Are arrays in C a syntactic sugar for pointers?

帅比萌擦擦* 提交于 2019-11-30 16:03:41
user2736738

Yes you can say that- array subscript access is identical to pointer access with * dereference.

From 6.5.2.1p2 C11 standard N1570

A postfix expression followed by an expression in square brackets [] is a subscripted designation of an element of an array object. The definition of the subscript operator [] is that E1[E2] is identical to (*((E1)+(E2))). Because of the conversion rules that apply to the binary + operator, if E1 is an array object (equivalently, a pointer to the initial element of an array object) and E2 is an integer, E1[E2] designates the E2-th element of E1 (counting from zero).

This by no means should give you the impression that arrays are pointers. Interestingly when you apply [] the array decays into pointer to first element and that is being used to access the subsequent elements.

Array object is a different thing - there are cases when arrays don't decay into pointers. They are not syntactic sugar - you can consider one example -

int p[] = {1, 2 ,3};
int *t = p;
size_t sz1 = sizeof p;
size_t sz2 = sizeof t;
printf("%zu %zu\n", sz1, sz2);

Run this and I will understand something much more relevant to your question. An array can't be realized using something other than the array itself. Array access is identical to pointer dereference but that doesn't mean pointers take the position of array or vice versa.

Key takeaway or red pill of C programming:

Arrays are arrays and pointers are pointers. They are different thing.


By the way if sizeof tricked you a bit - don't worry there is a standard section saying that. From 6.3.2.1p3

Except when it is the operand of the sizeof operator, the _Alignof operator, or the unary & operator, or is a string literal used to initialize an array, an expression that has type 'array of type' is converted to an expression with type 'pointer to type' that points to the initial element of the array object and is not an lvalue...

Array doesn't get converted to pointer when used as an operand to sizeof. That's the thing. That's why you get what you get in earlier code snippet.

Yes, arr[i] is the same as *(arr+i) which is the same as *(i+arr) which again is the same as i[arr]

From Fabio Turati's comment: See "Why is a[5] == 5[a]" for more details.

Absolutely not! To see that, just replace the array with a pointer in your example:

int *arr;
// s.t. i<n
arr[i] = 12;
// s.t. i<n 
*(arr + i) = 12;

This compiles fine, but it is undefined behavior. It is not guaranteed to work. In fact, there is nothing this program might do that would be considered a bug in the compiler.

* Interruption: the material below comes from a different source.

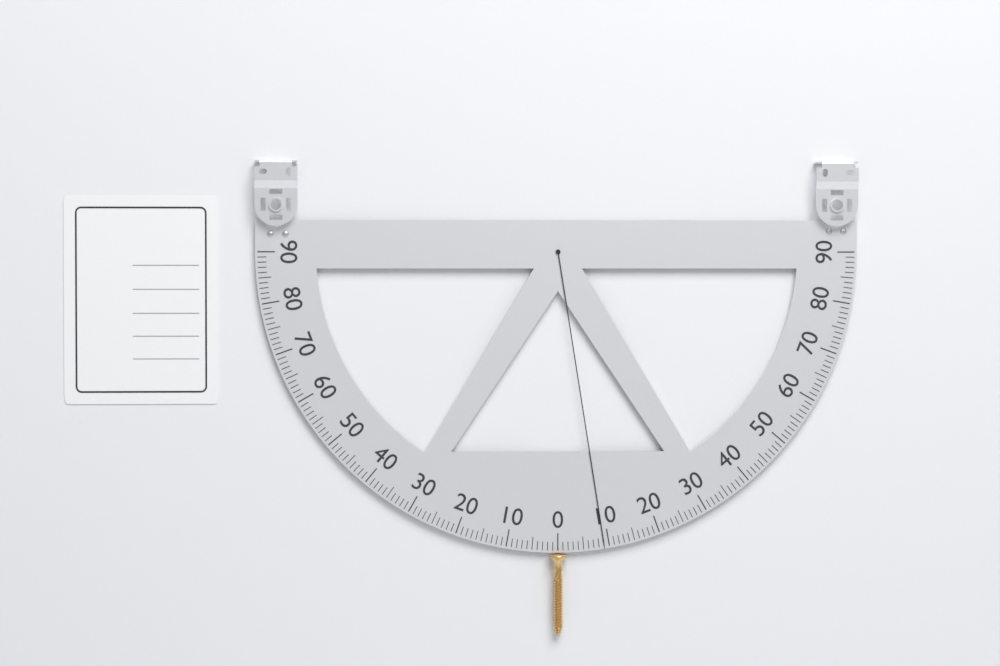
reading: 9 (no unit)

Arrays are array; types containing data. Pointers point to where data is. Pointers don't contain actual data, while arrays do.

There are some circumstances where an array name behaves the same way as a pointer. This does not make the two identical.

For example, check this out:

int arr[12];
int ptr;

ptr = arr; // Legal
printf("array size %ld\n", sizeof(arr)); // Usually prints 12*4=48
printf("pointer size %ld\n", sizeof(ptr)); // Depending on your arch, will likely print either 4 or 8.